Talk through every step. A calm, structured walk on an easy problem signals exactly the engineer they want to hire.

✨ Added by the guide to build intuition — not from the source course.

🎯 Guided practice

Walk-through: Relative Sort Array — sort arr1 so elements appear in the order they occur in arr2; anything not in arr2 goes at the end in ascending order.

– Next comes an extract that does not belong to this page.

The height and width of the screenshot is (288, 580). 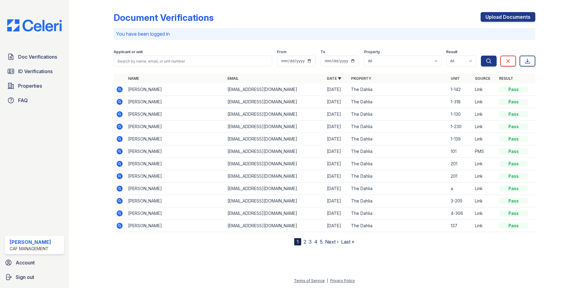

  1. Restate: output is a permutation of arr1, partially ordered by an external reference list, with leftovers sorted normally.
  2. Brute force: a custom comparator — "rank by index in arr2 (via a value→rank map), else sort those leftovers by value, placing them after the ranked ones." Correct and O(n log n). Worth stating as a fallback.
  3. Spot the signal: the prompt bounds values to 0–1000. "Sorted output + small bounded range" is the textbook trigger for counting sort, which beats the comparator's O(n log n) with O(n + K).
  4. Why counting sort wins here: no comparisons needed. Count every value in arr1 into count[0..1000]. Then walk arr2 in order, emitting each value count[v] times and zeroing it. Finally sweep count 0→1000 to append the untouched leftovers, already ascending for free.

Optimal outline:

Complexity: O(n + m + K) time, O(K) extra space (n = arr1 length, m = arr2 length, K = value range, here 1001). Edge cases: values in arr1 not in arr2, duplicates in both, arr2 a strict subset of arr1's distinct values. The lesson: let the constraint (bounded values) pick the technique — that recognition is the whole game.

✨ Added by the guide — work these before the full problem set.